Dean’s arguments about communicative capitalism (a term she applies to describe contemporary capitalism) are a huge departure from much of the cyber-utopian discourse which is regularly heard from places such as TED, Wired and mainstream media accounts of technology and politics. There we are more likely to hear that interactive technology has made society more open, accountable and democratic. That networked technology has made society a better, more connected and more enjoyable place for people to live in, rather than being used to maintain material inequalities and relations characterised by exploitation, immiseration and unsustainability. Typical of this type of pro-technology argument is Clay Shirky’s work around social media as seen in the video below.
Shirky’s position contrasts sharply with that of Evgeny Morozov, who explores ways that the technologies which Shirky evangelises about are used by governments around the world as tools for surveillance and spying upon their populations and others spread across the world. Indeed, the disclosures in 2013 from Edward Snowden, a former CIA employee who leaked a cache of top secret documents to the Guardian newspaper and fled the US as he felt morally compelled to inform the world about the extent of the US National Security Agency’s online surveillance apparatus. There are undoubtedly elements of social media and user generated content which support democracy and allow democratic debate to emerge. However, these positive elements are regularly embellished and over-emphasised, as Morozov demonstrates in this extract which explores the use of social media in the failed Iranian revolution in 2009, which was dubbed the Twitter revolution in the West:
This was globalization at its worst: A simple email based on the premise that Twitter mattered in Iran, sent by an American diplomat in Washington to an American company in San Francisco, triggered a worldwide Internet panic and politicized all online activity, painting it in bright revolutionary colors and threatening to tighten online spaces and opportunities that were previously unregulated. Instead of finding ways to establish long-term relationships with Iranian bloggers and use their work to quietly push for social, cultural, and—at some distant point in the future—maybe even political change, the American foreign policy establishment went on the record and pronounced them to be more dangerous than Lenin and Che Guevara combined. As a result, many of these “dangerous revolutionaries” were jailed, many more were put under secret surveillance, and those poor Iranian activists who happened to be attending Internet trainings funded by the U.S. State Department during the election could not return home and had to apply for asylum.

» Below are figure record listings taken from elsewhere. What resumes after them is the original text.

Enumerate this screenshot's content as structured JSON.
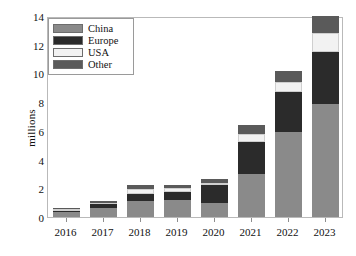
{
  "chart_data": {
    "type": "bar",
    "subtype": "stacked-vertical",
    "title": "",
    "xlabel": "",
    "ylabel": "millions",
    "ylim": [
      0,
      14
    ],
    "yticks": [
      0,
      2,
      4,
      6,
      8,
      10,
      12,
      14
    ],
    "ytick_labels": [
      "0",
      "2",
      "4",
      "6",
      "8",
      "10",
      "12",
      "14"
    ],
    "grid": false,
    "legend_position": "upper left",
    "categories": [
      "2016",
      "2017",
      "2018",
      "2019",
      "2020",
      "2021",
      "2022",
      "2023"
    ],
    "series": [
      {
        "name": "China",
        "color": "#8a8a8a",
        "values": [
          0.35,
          0.6,
          1.1,
          1.2,
          1.0,
          3.0,
          5.9,
          7.9
        ]
      },
      {
        "name": "Europe",
        "color": "#2b2b2b",
        "values": [
          0.1,
          0.3,
          0.5,
          0.55,
          1.2,
          2.2,
          2.8,
          3.6
        ]
      },
      {
        "name": "USA",
        "color": "#f2f2f2",
        "values": [
          0.1,
          0.1,
          0.35,
          0.25,
          0.2,
          0.6,
          0.7,
          1.3
        ]
      },
      {
        "name": "Other",
        "color": "#5a5a5a",
        "values": [
          0.05,
          0.1,
          0.25,
          0.2,
          0.25,
          0.6,
          0.8,
          1.2
        ]
      }
    ],
    "totals": [
      0.6,
      1.1,
      2.2,
      2.2,
      2.65,
      6.4,
      10.2,
      14.0
    ],
    "legend_entries": [
      "China",
      "Europe",
      "USA",
      "Other"
    ]
  },
  "colors": {
    "china": "#8a8a8a",
    "europe": "#2b2b2b",
    "usa": "#f2f2f2",
    "other": "#5a5a5a",
    "frame": "#b9b9b9",
    "tick": "#8e8e8e",
    "text": "#111111",
    "background": "#ffffff"
  }
}
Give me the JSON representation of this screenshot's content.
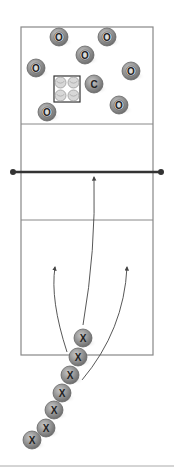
{
  "diagram": {
    "type": "volleyball-drill",
    "colors": {
      "court_line": "#888888",
      "net": "#333333",
      "player_fill": "#8a8a8a",
      "player_ring": "#666666",
      "arrow": "#444444",
      "bottom_rule": "#aaaaaa"
    },
    "court": {
      "x": 21,
      "y": 27,
      "width": 132,
      "height": 328
    },
    "attack_lines": [
      {
        "y": 124
      },
      {
        "y": 220
      }
    ],
    "net": {
      "y": 172,
      "x1": 13,
      "x2": 161
    },
    "equipment": {
      "label": "ball-cart",
      "x": 54,
      "y": 76,
      "size": 26
    },
    "opponents": [
      {
        "label": "O",
        "x": 59,
        "y": 37
      },
      {
        "label": "O",
        "x": 107,
        "y": 37
      },
      {
        "label": "O",
        "x": 85,
        "y": 55
      },
      {
        "label": "O",
        "x": 36,
        "y": 68
      },
      {
        "label": "O",
        "x": 131,
        "y": 71
      },
      {
        "label": "C",
        "x": 94,
        "y": 84
      },
      {
        "label": "O",
        "x": 119,
        "y": 105
      },
      {
        "label": "O",
        "x": 47,
        "y": 112
      }
    ],
    "players": [
      {
        "label": "X",
        "x": 83,
        "y": 338
      },
      {
        "label": "X",
        "x": 78,
        "y": 357
      },
      {
        "label": "X",
        "x": 70,
        "y": 375
      },
      {
        "label": "X",
        "x": 62,
        "y": 393
      },
      {
        "label": "X",
        "x": 54,
        "y": 410
      },
      {
        "label": "X",
        "x": 46,
        "y": 428
      },
      {
        "label": "X",
        "x": 32,
        "y": 440
      }
    ],
    "arrows": [
      {
        "name": "left-approach",
        "d": "M 67 352 Q 50 300 55 267"
      },
      {
        "name": "center-approach",
        "d": "M 83 325 Q 96 250 94 177"
      },
      {
        "name": "right-approach",
        "d": "M 82 380 Q 124 330 127 267"
      }
    ],
    "bottom_rule": {
      "y": 466
    }
  }
}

Consequently, we can see that there are a range of competing discourses surrounding (media) technology and politics. These range from claims that new technologies transform politics in ways that form more participatory, democratic and just societies, to those which see technologies as tools which are employed to continue centuries of exploitation and inequality.
Discussion:
What kinds of technologies can you think of that might enhance democratic participation?
What kinds of technologies can you think of that might inhibit democratic participation?
What relations do you think exist between participatory media and democracy?